[OLPC Security] Strange concerns, but still...
Christopher Paulicka
christopher at idealab.com
Wed Feb 7 20:43:17 EST 2007
SUMMARY: 8.19 + 8.21 + 9.1 + 9.4= MASSIVE THEFT?
Adding them up, I do see a highly unlikely scenario. However, when figuring
probability, you must also measure profitability. Millions of dollars
worth of
hardware are going to be entrusted to children, some of the primary
victims of
the world.
1) Encourage developer key acquisition
2) Find out which computers have developer keys on them
3) Steal computers
Here are the various sections that triggered these thoughts, and my
comments.
8.19 P_THEFT: anti-theft protection
If the machine is used as a personal machine, and the child has asked for a
developer key, the thief could reflash the BIOS with a non-anti-theft
daemon.
The question becomes, then, how difficult will it be to know who has
this key?
8.21 (For later implementation) P_PASSWORD: password protection
Storing information solely in plain text seems dangerous, especially since
there is already consideration of a sophisticated child-user who may acquire
a developer key.
9.1 Damaging the machine
The child with developer key is mentioned again.
How difficult will it be to get a developer key?
Won't most children store this key on their machine?
Won't this key be stored in plain text?
9.4 Doing bad things to other people
I found this section strange. After some thought, I realized that was
because
it seemed less technical, more emotional, almost hopeful and naive?
Basically, while other sections addressed specific problems, and offer
at least some
level of solution, this section just hopes that it will inherently not be an
issue.
As I said, strange.
Especially since I can imagine that tens of thousands of computers is
quite an incentive for developing such worms.
Thank you for your time,
Christopher Paulicka
9.7.2 Objectionable content filtering
Irrelevant to my discusion, but OTFLOL!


Give back all the data exactly, line by line.

**Saved data entries:**
-.-.-

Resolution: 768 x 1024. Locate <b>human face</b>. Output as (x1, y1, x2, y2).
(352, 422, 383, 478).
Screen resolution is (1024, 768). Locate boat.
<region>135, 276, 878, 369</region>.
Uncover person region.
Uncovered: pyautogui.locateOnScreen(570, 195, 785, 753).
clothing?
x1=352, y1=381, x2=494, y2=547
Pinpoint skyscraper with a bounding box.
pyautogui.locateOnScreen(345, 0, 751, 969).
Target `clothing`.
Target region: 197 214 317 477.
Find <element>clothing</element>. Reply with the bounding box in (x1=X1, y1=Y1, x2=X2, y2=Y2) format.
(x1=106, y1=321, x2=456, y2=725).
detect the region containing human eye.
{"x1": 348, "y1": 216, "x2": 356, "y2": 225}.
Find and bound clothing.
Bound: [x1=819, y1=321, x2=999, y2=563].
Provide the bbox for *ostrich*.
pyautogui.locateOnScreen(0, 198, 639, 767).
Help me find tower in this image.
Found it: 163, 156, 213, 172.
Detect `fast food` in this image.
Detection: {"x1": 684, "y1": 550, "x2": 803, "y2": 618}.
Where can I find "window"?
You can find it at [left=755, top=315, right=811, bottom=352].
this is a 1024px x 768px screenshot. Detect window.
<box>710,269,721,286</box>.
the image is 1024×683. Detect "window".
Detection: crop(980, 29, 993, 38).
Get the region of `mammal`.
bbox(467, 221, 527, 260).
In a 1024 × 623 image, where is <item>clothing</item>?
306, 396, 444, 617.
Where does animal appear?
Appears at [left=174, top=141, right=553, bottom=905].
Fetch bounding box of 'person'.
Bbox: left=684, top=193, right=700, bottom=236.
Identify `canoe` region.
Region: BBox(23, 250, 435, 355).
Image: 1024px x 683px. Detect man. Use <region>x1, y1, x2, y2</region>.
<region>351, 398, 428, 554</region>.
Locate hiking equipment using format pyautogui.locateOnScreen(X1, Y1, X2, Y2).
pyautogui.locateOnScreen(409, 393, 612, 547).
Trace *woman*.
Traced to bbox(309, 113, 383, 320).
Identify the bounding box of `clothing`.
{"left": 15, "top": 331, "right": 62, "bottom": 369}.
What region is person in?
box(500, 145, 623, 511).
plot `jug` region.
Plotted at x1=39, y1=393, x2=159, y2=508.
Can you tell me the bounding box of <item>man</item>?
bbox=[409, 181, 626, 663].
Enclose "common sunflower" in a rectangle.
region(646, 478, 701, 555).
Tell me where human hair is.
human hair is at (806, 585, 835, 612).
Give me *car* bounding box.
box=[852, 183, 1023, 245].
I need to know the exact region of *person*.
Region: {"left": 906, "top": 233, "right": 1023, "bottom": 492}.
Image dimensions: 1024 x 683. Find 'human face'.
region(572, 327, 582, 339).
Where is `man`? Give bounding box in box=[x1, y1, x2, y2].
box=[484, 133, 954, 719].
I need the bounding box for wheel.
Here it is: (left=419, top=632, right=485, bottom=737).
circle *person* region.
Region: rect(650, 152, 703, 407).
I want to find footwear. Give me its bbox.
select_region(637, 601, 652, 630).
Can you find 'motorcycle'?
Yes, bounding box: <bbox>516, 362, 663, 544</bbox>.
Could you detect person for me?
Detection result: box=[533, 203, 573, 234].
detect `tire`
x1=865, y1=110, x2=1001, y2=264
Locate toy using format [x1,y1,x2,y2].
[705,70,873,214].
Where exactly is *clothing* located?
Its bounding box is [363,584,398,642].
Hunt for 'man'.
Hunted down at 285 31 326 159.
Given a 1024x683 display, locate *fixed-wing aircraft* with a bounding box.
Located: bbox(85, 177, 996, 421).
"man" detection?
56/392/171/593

-.-.-

**EXERCISE SOLUTION:**
Resolution: 768 x 1024. Locate <b>human face</b>. Output as (x1, y1, x2, y2).
(352, 422, 383, 478).
Screen resolution is (1024, 768). Locate boat.
<region>135, 276, 878, 369</region>.
Uncover person region.
Uncovered: pyautogui.locateOnScreen(570, 195, 785, 753).
clothing?
x1=352, y1=381, x2=494, y2=547
Pinpoint skyscraper with a bounding box.
pyautogui.locateOnScreen(345, 0, 751, 969).
Target `clothing`.
Target region: 197 214 317 477.
Find <element>clothing</element>. Reply with the bounding box in (x1=X1, y1=Y1, x2=X2, y2=Y2) format.
(x1=106, y1=321, x2=456, y2=725).
detect the region containing human eye.
{"x1": 348, "y1": 216, "x2": 356, "y2": 225}.
Find and bound clothing.
Bound: [x1=819, y1=321, x2=999, y2=563].
Provide the bbox for *ostrich*.
pyautogui.locateOnScreen(0, 198, 639, 767).
Help me find tower in this image.
Found it: 163, 156, 213, 172.
Detect `fast food` in this image.
Detection: {"x1": 684, "y1": 550, "x2": 803, "y2": 618}.
Where can I find "window"?
You can find it at [left=755, top=315, right=811, bottom=352].
this is a 1024px x 768px screenshot. Detect window.
<box>710,269,721,286</box>.
the image is 1024×683. Detect "window".
Detection: crop(980, 29, 993, 38).
Get the region of `mammal`.
bbox(467, 221, 527, 260).
In a 1024 × 623 image, where is <item>clothing</item>?
306, 396, 444, 617.
Where does animal appear?
Appears at [left=174, top=141, right=553, bottom=905].
Fetch bounding box of 'person'.
Bbox: left=684, top=193, right=700, bottom=236.
Identify `canoe` region.
Region: BBox(23, 250, 435, 355).
Image: 1024px x 683px. Detect man. Use <region>x1, y1, x2, y2</region>.
<region>351, 398, 428, 554</region>.
Locate hiking equipment using format pyautogui.locateOnScreen(X1, Y1, X2, Y2).
pyautogui.locateOnScreen(409, 393, 612, 547).
Trace *woman*.
Traced to bbox(309, 113, 383, 320).
Identify the bounding box of `clothing`.
{"left": 15, "top": 331, "right": 62, "bottom": 369}.
What region is person in?
box(500, 145, 623, 511).
plot `jug` region.
Plotted at x1=39, y1=393, x2=159, y2=508.
Can you tell me the bounding box of <item>man</item>?
bbox=[409, 181, 626, 663].
Enclose "common sunflower" in a rectangle.
region(646, 478, 701, 555).
Tell me where human hair is.
human hair is at (806, 585, 835, 612).
Give me *car* bounding box.
box=[852, 183, 1023, 245].
I need to know the exact region of *person*.
Region: {"left": 906, "top": 233, "right": 1023, "bottom": 492}.
Image dimensions: 1024 x 683. Find 'human face'.
region(572, 327, 582, 339).
Where is `man`? Give bounding box in box=[x1, y1, x2, y2].
box=[484, 133, 954, 719].
I need the bounding box for wheel.
Here it is: (left=419, top=632, right=485, bottom=737).
circle *person* region.
Region: rect(650, 152, 703, 407).
I want to find footwear. Give me its bbox.
select_region(637, 601, 652, 630).
Can you find 'motorcycle'?
Yes, bounding box: <bbox>516, 362, 663, 544</bbox>.
Could you detect person for me?
Detection result: box=[533, 203, 573, 234].
detect `tire`
x1=865, y1=110, x2=1001, y2=264
Locate toy using format [x1,y1,x2,y2].
[705,70,873,214].
Where exactly is *clothing* located?
Its bounding box is [363,584,398,642].
Hunt for 'man'.
Hunted down at 285 31 326 159.
Given a 1024x683 display, locate *fixed-wing aircraft* with a bounding box.
Located: bbox(85, 177, 996, 421).
"man" detection?
56/392/171/593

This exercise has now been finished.